Lectio Poetica No. 2

Golden Hill by Bridget Guerzon Mills

Golden Hill by Bridget Guerzon Mills www.guerzonmills.com

The Bright Field

by R. S. Thomas

I have seen the sun break through
to illuminate a small field
for a while, and gone my way
and forgotten it. But that was the
pearl of great price, the one field that had
treasure in it. I realise now
that I must give all that I have
to possess it. Life is not hurrying

on to a receding future, nor hankering after
an imagined past. It is the turning
aside like Moses to the miracle
of the lit bush, to a brightness
that seemed as transitory as your youth
once, but is the eternity that awaits you.

It has been proffered that the three great poets of the twentieth century were Eliot (the American), Yeats (the Irishman), and Thomas (the Welshman).

There is a difference between simple and simplistic. The poetry of the late Welsh poet and Anglican priest R. S. Thomas is simple, often profound, but not simplistic. His economy of words is marked by a conscious frugality that resembled the bony landscape of his once-chiseled face. This is a poem worthy of lectio—a slow, meditative, prayerful pondering word by word, line-by-line.

All the wise ones from all the wisdom traditions place a high priority on being present. Be here now is a universally encouraged practice. Be on the lookout for the lit bush today. They are burning all around us, for those who have eyes to see and take the time to appreciate them. Most are not as eye-catching or spectacular as a burning bush that is not consumed, more often like a solar sliver of light cast on a small field and then gone. Taking notice itself is a spiritual practice that leads to beholding and appreciating and standing in awe.

To hear R. S. Thomas read this poem, click here.

ARTWORK: Golden Hills, Bridgette Guerzon Mills.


• _TASK DIRECTIONS_
Your answer must be the records below repeated word for word, with no pictures in it.

[Stored entries]
____________________

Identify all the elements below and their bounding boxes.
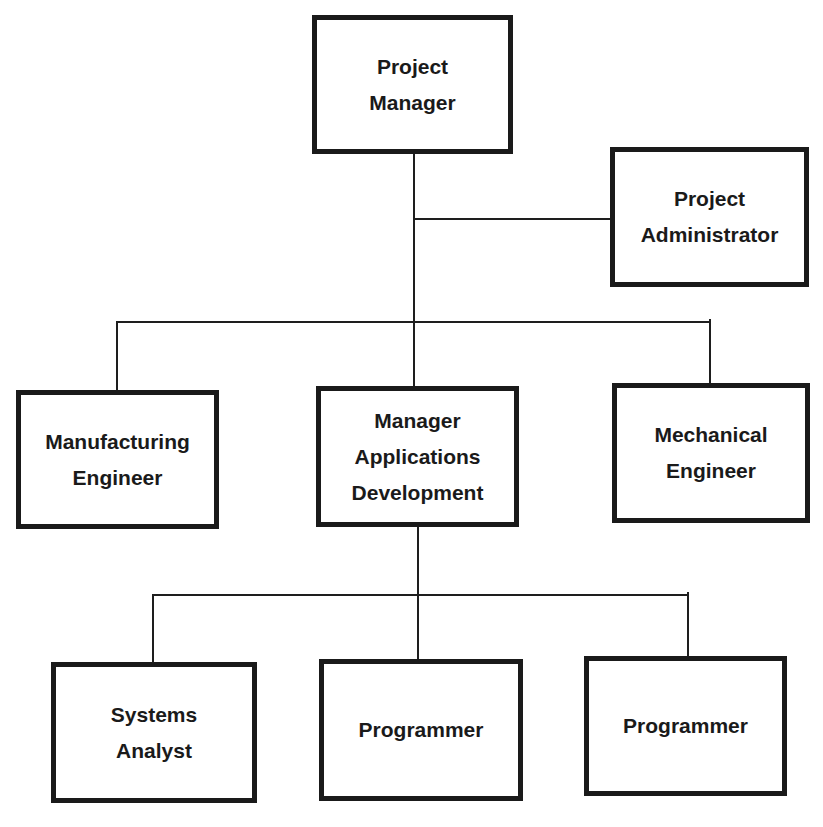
connector-to-programmer-2 <box>687 592 689 659</box>
node-mechanical-engineer: Mechanical Engineer <box>612 383 810 523</box>
node-label-line: Development <box>352 475 484 511</box>
connector-to-mechanical-engineer <box>709 319 711 385</box>
connector-pm-to-administrator <box>414 218 611 220</box>
node-programmer-2: Programmer <box>584 656 787 796</box>
node-project-administrator: Project Administrator <box>610 147 809 287</box>
node-label-line: Mechanical <box>654 417 767 453</box>
connector-to-systems-analyst <box>152 594 154 664</box>
connector-pm-trunk <box>413 150 415 390</box>
connector-mad-trunk <box>417 524 419 662</box>
node-systems-analyst: Systems Analyst <box>51 662 257 803</box>
node-manager-applications-development: Manager Applications Development <box>316 386 519 527</box>
node-label-line: Manufacturing <box>45 424 190 460</box>
node-label-line: Engineer <box>654 453 767 489</box>
node-programmer-1: Programmer <box>319 659 523 801</box>
node-manufacturing-engineer: Manufacturing Engineer <box>16 390 219 529</box>
node-label-line: Project <box>369 49 455 85</box>
node-label-line: Manager <box>369 85 455 121</box>
connector-to-manufacturing-engineer <box>116 321 118 392</box>
node-label-line: Systems <box>111 697 197 733</box>
node-label-line: Programmer <box>359 712 484 748</box>
node-label-line: Analyst <box>111 733 197 769</box>
node-label-line: Administrator <box>641 217 779 253</box>
connector-tier3-horizontal <box>152 594 689 596</box>
node-label-line: Project <box>641 181 779 217</box>
node-label-line: Programmer <box>623 708 748 744</box>
node-label-line: Manager <box>352 403 484 439</box>
node-project-manager: Project Manager <box>312 15 513 154</box>
connector-tier2-horizontal <box>116 321 711 323</box>
node-label-line: Engineer <box>45 460 190 496</box>
node-label-line: Applications <box>352 439 484 475</box>
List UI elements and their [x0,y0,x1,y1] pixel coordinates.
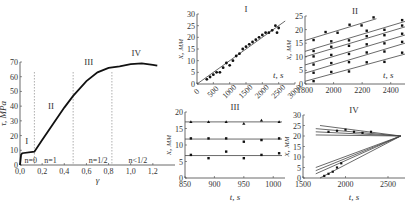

____________________

• _RESPONSE BOX_
Identify all the elements below and their bounding boxes.
connector-to-programmer-2 <box>687 592 689 659</box>
node-mechanical-engineer: Mechanical Engineer <box>612 383 810 523</box>
node-label-line: Development <box>352 475 484 511</box>
connector-to-mechanical-engineer <box>709 319 711 385</box>
connector-pm-to-administrator <box>414 218 611 220</box>
node-programmer-2: Programmer <box>584 656 787 796</box>
node-project-administrator: Project Administrator <box>610 147 809 287</box>
node-label-line: Mechanical <box>654 417 767 453</box>
connector-to-systems-analyst <box>152 594 154 664</box>
connector-pm-trunk <box>413 150 415 390</box>
connector-mad-trunk <box>417 524 419 662</box>
node-systems-analyst: Systems Analyst <box>51 662 257 803</box>
node-manager-applications-development: Manager Applications Development <box>316 386 519 527</box>
node-label-line: Manufacturing <box>45 424 190 460</box>
node-label-line: Engineer <box>654 453 767 489</box>
node-programmer-1: Programmer <box>319 659 523 801</box>
node-manufacturing-engineer: Manufacturing Engineer <box>16 390 219 529</box>
node-label-line: Project <box>369 49 455 85</box>
node-label-line: Manager <box>369 85 455 121</box>
connector-to-manufacturing-engineer <box>116 321 118 392</box>
node-label-line: Systems <box>111 697 197 733</box>
node-label-line: Programmer <box>359 712 484 748</box>
node-label-line: Analyst <box>111 733 197 769</box>
node-label-line: Administrator <box>641 217 779 253</box>
connector-tier3-horizontal <box>152 594 689 596</box>
node-label-line: Project <box>641 181 779 217</box>
node-label-line: Programmer <box>623 708 748 744</box>
node-label-line: Manager <box>352 403 484 439</box>
node-project-manager: Project Manager <box>312 15 513 154</box>
connector-tier2-horizontal <box>116 321 711 323</box>
node-label-line: Engineer <box>45 460 190 496</box>
node-label-line: Applications <box>352 439 484 475</box>
List UI elements and their [x0,y0,x1,y1] pixel coordinates.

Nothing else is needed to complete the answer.